Social Cognitive and Affective Neuroscience, 2016, 1910–1918 doi: 10.1093/scan/nsw097 Advance Access Publication Date: 21 July 2016 Original article

Changes in cortico-subcortical and subcorticosubcortical connectivity impact cognitive control to emotional cues across development Aaron S. Heller,1,2 Alexandra O. Cohen,1 Michael F. W. Dreyfuss,1 and B. J. Casey1 1

Department of Psychiatry, Sackler Institute for Developmental Psychobiology, Weill Cornell Medical College, 1300 York Avenue, P.O. Box 140, New York, NY 10065, USA and 2Departments of Psychology and Psychiatry, University of Miami, P.O. Box 248185, Coral Gables, FL 33124-0751, USA Correspondence should be addressed to Aaron S. Heller, Department of Psychology, University of Miami, P.O. Box 248185, Coral Gables, FL 33124-0751, USA. E-mail: [email protected]

Abstract The capacity to suppress inappropriate thoughts, emotions and actions in favor of appropriate ones shows marked changes throughout childhood and adolescence. Most research has focused on pre-frontal circuit development to explain these changes. Yet, subcortical circuitry involving the amygdala and ventral striatum (VS) has been shown to modulate cuetriggered motivated behaviors in rodents. The nature of the interaction between these two subcortical regions in humans is less well understood, especially during development when there appears to be heightened sensitivity to emotional cues. In the current study, we tested how task-based cortico-subcortical and subcortico-subcortical functional connectivity in 155 participants ages from 5 to 32 impacted cognitive control performance on an emotional go/nogo task.

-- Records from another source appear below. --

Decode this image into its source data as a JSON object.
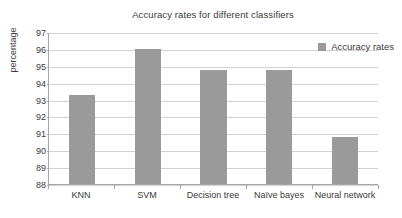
{
  "chart_data": {
    "type": "bar",
    "title": "Accuracy rates for different classifiers",
    "xlabel": "",
    "ylabel": "percentage",
    "categories": [
      "KNN",
      "SVM",
      "Decision tree",
      "Naïve bayes",
      "Neural network"
    ],
    "values": [
      93.3,
      96.05,
      94.78,
      94.8,
      90.78
    ],
    "series": [
      {
        "name": "Accuracy rates",
        "values": [
          93.3,
          96.05,
          94.78,
          94.8,
          90.78
        ]
      }
    ],
    "ylim": [
      88,
      97
    ],
    "yticks": [
      88,
      89,
      90,
      91,
      92,
      93,
      94,
      95,
      96,
      97
    ],
    "ytick_labels": [
      "88",
      "89",
      "90",
      "91",
      "92",
      "93",
      "94",
      "95",
      "96",
      "97"
    ],
    "grid": true,
    "legend": {
      "position": "top-right",
      "entries": [
        {
          "label": "Accuracy rates",
          "color": "#9a9a9a"
        }
      ]
    },
    "colors": {
      "bar": "#9a9a9a",
      "gridline": "#d2d2d2",
      "axis": "#a6a6a6",
      "text": "#3a3a3a",
      "background": "#ffffff"
    }
  }
}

Functional connectivity between the amygdala and VS was inversely correlated with age and predicted cognitive control to emotional cues, when controlling for performance to neutral cues. In contrast, increased medial pre-frontal-amygdala connectivity was associated with better cognitive control to emotional cues and this cortical-subcortical connectivity mediated the association between amygdala-VS connectivity and emotional cognitive control. These findings suggest a dissociation in how subcortical-subcortical and cortical-subcortical connectivity impact cognitive control across development. Key words: emotion; connectivity; amygdala; ventral striatum; pre-frontal cortex; adolescent; development

Introduction As individuals grow and develop, responses to, and regulation of emotional information mature. Although children’s emotions are typically buffered and regulated by the presence of parents (Moriceau and Sullivan, 2006; Gee et al., 2014), the transitional developmental period of adolescence is characterized by emotional lability and sensitivity to both positive and negative emotional information (Galvan et al., 2006; Hare et al., 2008; Geier et al., 2009; Steinberg, 2010; Cohen-Gilbert and Thomas, 2013; Dreyfuss et al., 2014). This emotional lability during adolescence is due in part to changes in cognitive control capacity (Casey, 2016).

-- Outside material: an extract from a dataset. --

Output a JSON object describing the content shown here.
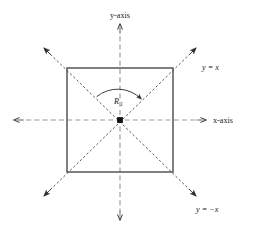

An imbalance model of adolescent neurobiology (Casey et al., 2008), proposes that regional neurochemical, structural and functional brain changes lead to imbalances within neural circuitry that underlie these behavioral and emotional changes during development. The development of specific cortical and subcortical neural systems is thought to underlie motivated behavior and the regulation of that motivated behavior (Ernst et al., 2006; Casey et al., 2008; Steinberg, 2010; Mills et al., 2014). Development of these neural circuits underlies increases in cognitive control in both positive and negative emotional contexts (Steinberg, 2010; van Leijenhorst et al., 2010; Cohen-Gilbert and Thomas, 2013; Grose-Fifer et al., 2013).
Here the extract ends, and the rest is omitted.